This book is so full of meticulously researched detail that if it were not for its central sense of fun and more than a whiff of scandal it might challenge the staying power of all but the most devoted student of 18th Century theatre.
Fortunately Ian Kelly, appropriating his subject's wittiest and most articulate style, has delivered a riveting page turner with an atmosphere so thick that you can see wig powder wafting in the air and smell the gorged street drains of London.
Samuel Foote is not a well known name. Kelly makes a very convincing case that not only is this an error but, indeed, a travesty. One of the earliest celebrity satirists, intimate of Garrick, Woffington, the aristocracy and even the Crown, the one legged cross dressing playwright, manager and, by all accounts, sublime mimic was buried in ignominy far from the spotlight he craved.
His story from the most celebrated to the most reviled is a truly fascinating and highly informative read.
Fortunately Ian Kelly, appropriating his subject's wittiest and most articulate style, has delivered a riveting page turner with an atmosphere so thick that you can see wig powder wafting in the air and smell the gorged street drains of London.
Samuel Foote is not a well known name. Kelly makes a very convincing case that not only is this an error but, indeed, a travesty. One of the earliest celebrity satirists, intimate of Garrick, Woffington, the aristocracy and even the Crown, the one legged cross dressing playwright, manager and, by all accounts, sublime mimic was buried in ignominy far from the spotlight he craved.
His story from the most celebrated to the most reviled is a truly fascinating and highly informative read.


Task goal = For each line of the listing that holds "whistle", show the full line.
=== Section Start ===
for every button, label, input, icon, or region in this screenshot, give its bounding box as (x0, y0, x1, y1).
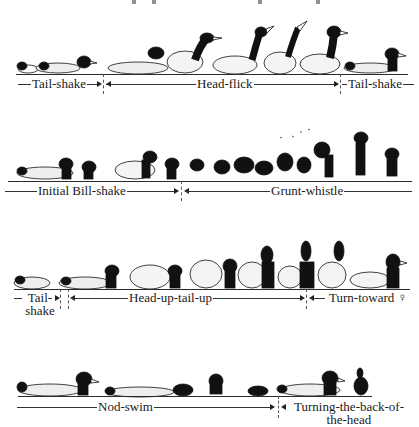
arrowhead-icon (334, 81, 339, 87)
divider (60, 289, 61, 309)
arrowhead-icon (300, 295, 305, 301)
arrowhead-icon (270, 404, 275, 410)
row-head-up-tail-up: Tail- shake Head-up-tail-up Turn-toward … (0, 220, 419, 335)
label-head-flick: Head-flick (196, 77, 254, 90)
label-tail-shake: Tail-shake (31, 77, 87, 90)
label-line: the-head (327, 412, 372, 427)
span-line (14, 298, 22, 299)
label-tail-shake-2: Tail-shake (347, 77, 403, 90)
water-line (8, 181, 412, 182)
water-line (18, 396, 372, 397)
divider (340, 74, 341, 94)
arrowhead-icon (97, 81, 102, 87)
duck-illustrations-row-2 (0, 110, 419, 183)
row-bill-shake-grunt-whistle: Initial Bill-shake Grunt-whistle (0, 110, 419, 220)
label-initial-bill-shake: Initial Bill-shake (37, 184, 127, 197)
row-tail-shake-head-flick: Tail-shake Head-flick Tail-shake (0, 0, 419, 110)
duck-illustrations-row-4 (0, 335, 419, 398)
label-grunt-whistle: Grunt-whistle (270, 184, 344, 197)
divider (278, 396, 279, 418)
label-turn-toward-female: Turn-toward ♀ (328, 291, 408, 304)
label-tail-shake-3: Tail- shake (22, 291, 58, 317)
arrowhead-icon (106, 81, 111, 87)
label-line: shake (25, 303, 55, 318)
duck-illustrations-row-1 (0, 0, 419, 76)
label-turning-the-back-of-the-head: Turning-the-back-of- the-head (286, 400, 412, 426)
divider (68, 289, 69, 309)
water-line (16, 74, 408, 75)
divider (181, 181, 182, 201)
divider (306, 289, 307, 309)
label-nod-swim: Nod-swim (97, 400, 154, 413)
divider (103, 74, 104, 94)
span-line (311, 298, 325, 299)
row-nod-swim: Nod-swim Turning-the-back-of- the-head (0, 335, 419, 427)
label-head-up-tail-up: Head-up-tail-up (128, 291, 213, 304)
arrowhead-icon (174, 188, 179, 194)
duck-illustrations-row-3 (0, 220, 419, 292)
=== Section End ===
The completed task =
row-bill-shake-grunt-whistle: Initial Bill-shake Grunt-whistle (0, 110, 419, 220)
label-grunt-whistle: Grunt-whistle (270, 184, 344, 197)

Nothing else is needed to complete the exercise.